Employers in high-risk industries such as construction, manufacturing, and healthcare often face complex corporate risk and governance challenges when implementing controls across multiple work sites or shifting operational demands. Coordination between safety, operations, and finance teams is essential to ensure that identified hazards do not remain uncontrolled due to administrative delay or budget constraints.



7. How Do Workers Recognize When Risk Assessment May Be Inadequate?


Workers can identify potential assessment gaps by observing whether their employer has documented a formal safety program, whether hazards in their work area have been identified in writing, and whether control measures are in place and maintained.
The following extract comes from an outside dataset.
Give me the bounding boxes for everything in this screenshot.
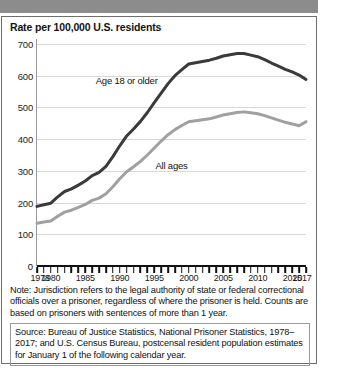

If a worker is injured and the employer cannot produce a risk assessment that addressed the hazard that caused the injury, that absence is significant evidence of inadequate assessment.

Workers should also notice whether their employer updates risk assessments after incidents, near-misses, or changes in work processes. A static assessment that never changes despite evolving operations suggests the employer is not treating assessment as an ongoing obligation. If a worker observes hazards that are not reflected in any documented assessment, or if safety protocols are not communicated, those gaps should be documented and reported through appropriate channels, including OSHA complaint mechanisms or New York Department of Labor reporting.

Assessment ComponentLegal Significance
Written hazard inventoryCreates record of employer knowledge; demonstrates systematic process
Identification of at-risk tasksShows employer focused on actual work performed, not generic assumptions
Documented control measuresEstablishes employer took affirmative steps to mitigate; absence is liability exposure
Worker communicationDemonstrates employer informed workers; supports defense that worker understood risks
Implementation timelineProves controls were not indefinitely delayed; critical in injury litigation
Periodic review and updateShows assessment is living process, not one-time checkbox; reflects operational changes

Specialized industries such as dental practices must integrate risk assessment into clinical operations and administrative functions. Dental risk management requires assessment of infection control hazards, ergonomic risks to clinicians, chemical exposure in laboratory settings, and patient safety protocols. The same legal principles apply: documentation, communication, control implementation, and ongoing review.

As a worker, your strategic position depends on whether your employer has created a documented record of risk assessment and control implementation. If you are injured and your employer cannot produce evidence that the hazard was identified and controlled, you have stronger grounds to assert that the injury was preventable and the employer negligent. Before any injury occurs, workers should request to review their employer's risk assessment for their work area, ask what hazards have been identified, and confirm what control measures are in place. If your employer cannot or will not provide this documentation, that refusal itself suggests the assessment may be inadequate. Document any hazards you observe, any near-misses you experience, and any safety concerns you raise with your employer, along with dates and responses. This record becomes critical evidence if a dispute later arises about whether the employer knew of a hazard and what steps were taken to control it.


14 May, 2026


The information provided in this article is for general informational purposes only and does not constitute legal advice. Prior results do not guarantee a similar outcome. Reading or relying on the contents of this article does not create an attorney-client relationship with our firm. For advice regarding your specific situation, please consult a qualified attorney licensed in your jurisdiction.
Certain informational content on this website may utilize technology-assisted drafting tools and is subject to attorney review.